A marketing assessment for your association or other type of nonprofit organization involves a thorough examination and evaluation of your marketing practices and results. Here are several key questions to help you attain a “quick read” on how well your staff and organization employs marketing principles.

…About Marketing Planning

  • Is there a written marketing plan that articulates goals, strategies, and tactics in terms of time, people, and money?
  • Is the marketing plan shared throughout the organization?
  • Does the plan include all the critical pieces? Is the plan thorough?

Sounds obvious, but many forgo the annual practice of developing a written marketing plan. Admittedly, this requires a hefty dose of discipline. But you can’t achieve a goal without first articulating it, identifying where you are, and determining how to get there.

Writing down your goal allows your marketing team to easily share information and avoid unforeseen breakdowns such as when the marketing department initiates a promotional campaign but forgets to tell call center staff, who find themselves deluged with questions.

. . . About Marketing Research

  • What do our customers want and need, and why?
  • What is our procedure for capturing, storing, and updating customer information?
  • How do we collect, analyze, and act on competitive information?

Your staff should be able to articulate a customer profile for each product or service and explain the want or need each product or service satisfies for each customer type.

. . . About Customers

  • Who are the primary customer groups that purchase from us today?
  • Which customers are the most profitable?

The correct answer isn’t necessarily “those who pay us the most per order.” Why? Because, if tracked, you may discover customers who don’t prefer big-ticket items may routinely spend more on multiple purchases over time.
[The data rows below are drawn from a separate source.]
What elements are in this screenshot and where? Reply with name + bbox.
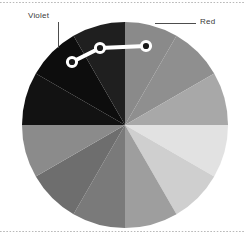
violet-annotation-label: Violet: [28, 11, 49, 21]
overlay-marker[interactable]: [141, 41, 150, 50]
pie-slices: [22, 22, 228, 228]
color-wheel: [0, 0, 244, 239]
pie-svg: [0, 0, 244, 239]
violet-leader-line: [58, 22, 59, 48]
figure-canvas: Violet Red: [0, 0, 244, 239]
overlay-marker[interactable]: [95, 43, 104, 52]
overlay-marker[interactable]: [67, 57, 76, 66]
red-leader-line: [155, 23, 196, 24]
red-annotation-label: Red: [200, 17, 215, 27]
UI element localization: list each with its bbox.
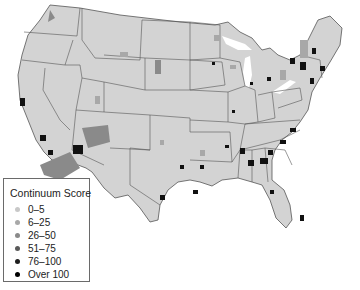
legend: Continuum Score 0–5 6–25 26–50 51–75 76–… — [3, 178, 90, 282]
legend-swatch-icon — [15, 246, 20, 251]
legend-swatch-icon — [15, 233, 20, 238]
legend-item: 6–25 — [15, 216, 89, 229]
legend-swatch-icon — [15, 259, 20, 264]
legend-swatch-icon — [15, 207, 20, 212]
legend-item: 76–100 — [15, 255, 89, 268]
legend-swatch-icon — [15, 220, 20, 225]
legend-label: Over 100 — [28, 269, 69, 280]
legend-item: Over 100 — [15, 268, 89, 281]
legend-item: 26–50 — [15, 229, 89, 242]
legend-item: 51–75 — [15, 242, 89, 255]
legend-label: 51–75 — [28, 243, 56, 254]
legend-item: 0–5 — [15, 203, 89, 216]
legend-label: 6–25 — [28, 217, 50, 228]
legend-list: 0–5 6–25 26–50 51–75 76–100 Over 100 — [4, 203, 89, 281]
legend-label: 76–100 — [28, 256, 61, 267]
legend-swatch-icon — [15, 272, 20, 277]
legend-title: Continuum Score — [10, 187, 89, 199]
legend-label: 26–50 — [28, 230, 56, 241]
legend-label: 0–5 — [28, 204, 45, 215]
Customer groups are defined by geography, type of industry, job title, type of training, purchasing pattern, demographics, or other significant characteristics. Understanding how your product or service fulfills a customer want or need and how wants or needs vary by customer type allows you to prioritize the market. It also helps you find the largest consumer groups that are most likely to buy repeatedly.

. . . About Cost and Price

  • What is our unit cost for each product or service?
  • How does our pricing compare to similar products or services?

Without an eye toward cost of goods sold and the competition, marketing initiatives will lack any focus on profitability.

. . . About Convenience

  • If our product or service did not exist, how much would it cost a customer in time, money, or other resources to satisfy the same want or need that we are satisfying?
  • Are there multiple venues for customers to acquire the product or service from us? How many? How efficient are they from the customer’s perspective?

With innumerable options available, ease of use and ease of purchase can turn into a competitive advantage or a deal-breaker. If you offer high quality at competitive prices and satisfy customers, but make them work too hard to buy, you risk losing sales.

. . . About Brand Communication

  • What is the single primary benefit that will motivate prospects to act?

Listen for a three-sentence answer that articulates the most sustainable benefit that gives the greatest leverage for the product or service, which cannot be owned by any competitors. If your organization doesn’t own the answer to this question, how will you communicate your value?

  • What single net impression or attitude, if adopted by prospects, will move them to make the desired behavior change?
  • What do we want the target audience to think and do as a result of our communication?
  • What is standing in the way of moving prospects or customers from what they currently think to what we want them to think?

There are no permanent, “right” answers in marketing. Customers’ wants and needs are moving targets, and marketing initiatives require testing and re-testing to find the most profitable formula. As such, the activity of examining your organization’s marketing practices and results is itself germane to productive marketing.